What looks from one angle like redacted/repressed tragedy looks from another
like “good humor” (a particularly oblique and unfixed mode of historical
relation) and from yet another like “bitter irony,” to use Nishi’s phrase.
Okubo’s reworking of figuration and narrative sequence, which I’ve identified
as a semi-abstracted style, disorient and disperse anything more than a bare
sense of narrative facts and feeling. Katherine Stanutz describes this effect as an inscrutability open to
future reinscription––“what is ungrievable in 1946 gradually becomes grievable
in the 1970s and 1980s”––but to me, the lightness of Okubo’s text reads not as
a deferral of grief, but as grief’s less hallowed (and less legible) form.
Near
the entrance to the exhibit, three expressive charcoal drawings from Okubo’s
camp era-corpus hang on display––all of them done at a much higher and more
recognizably “fine arts” register of abstraction. In one, a gaunt, childlike
figure presses its face and hands against the picture plane; in another, an
adult and a child peer crookedly out through barbed wire that divides the picture
into multiple, pronged horizons. The crosses used to denote the barbs are
integrated into the figures’ furrowed brows. These emotive drawings are
especially instructive context for the cartoon style she chose for Citizen 13660, which is stiffer, cooler,
and more line-driven in its mark-making. Like the charcoal drawings, Citizen 13660’s illustrations still
flatten the depth of field, emphasizing the compressed dimensions of the page
over that of three-dimensional space, but its characters rarely bear the same
expressions of outright anguish, nor do they look directly out at the reader.
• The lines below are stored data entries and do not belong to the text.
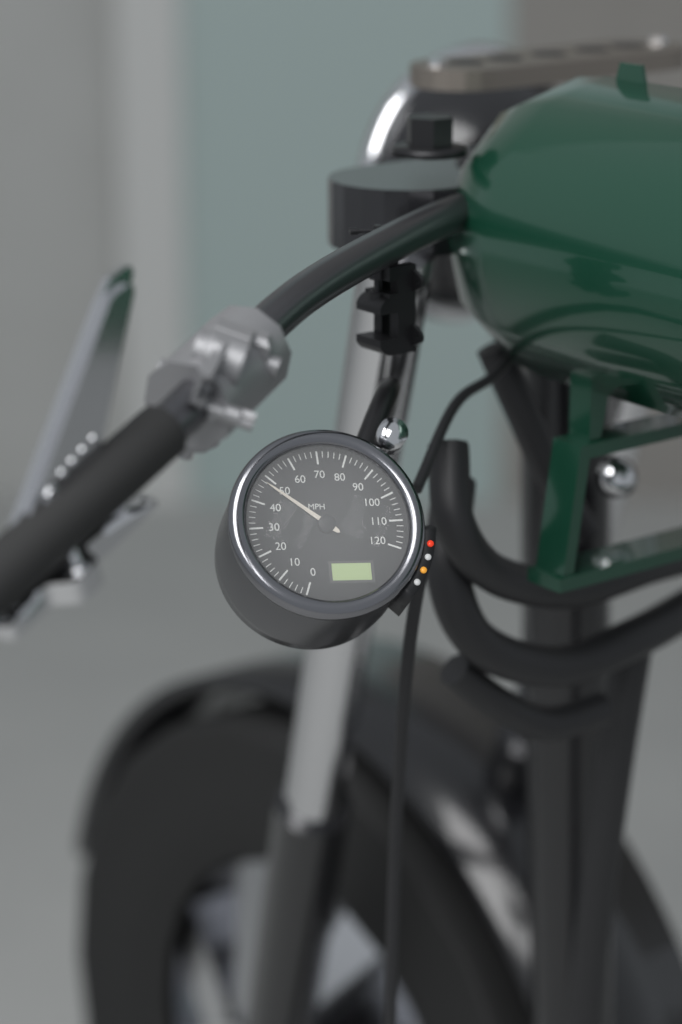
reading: 48 MPH
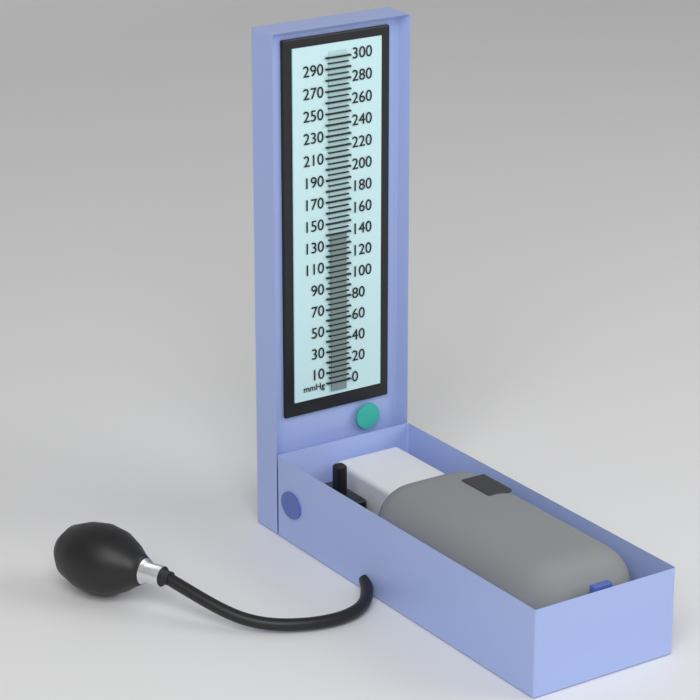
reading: 140 mmHg
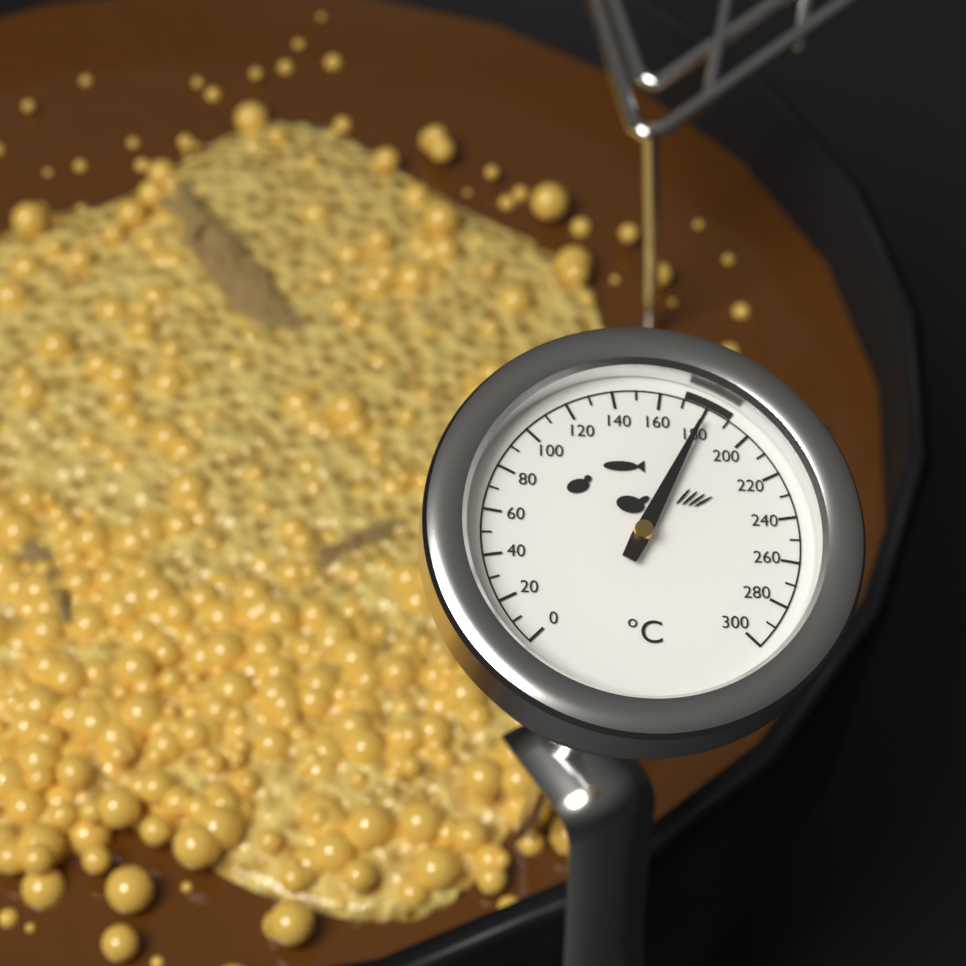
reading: 180 °C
Instead, the figures of Citizen 13660
are almost always engaged in a gesture of work, of adjustment. Even rest
becomes just another task that passes time.
You
can’t, as of this writing, visit the Okubo exhibit in person––JANM is
temporarily closed due to the rise in COVID-19 cases here in the US.* But JANM’s
digital collections host a rich archive to explore, including Okubo’s
drawings as well as many other collections, and the museum is hosting a series
of online events/workshops related to the Citizen 13660 exhibit. I’m grateful to
their work in putting together all of these routes into Miné Okubo’s work,
which still has so much to teach us.
A version of this review will appear in the print edition of IJOCA.
*The museum will reopen on February 1, according to a staff member.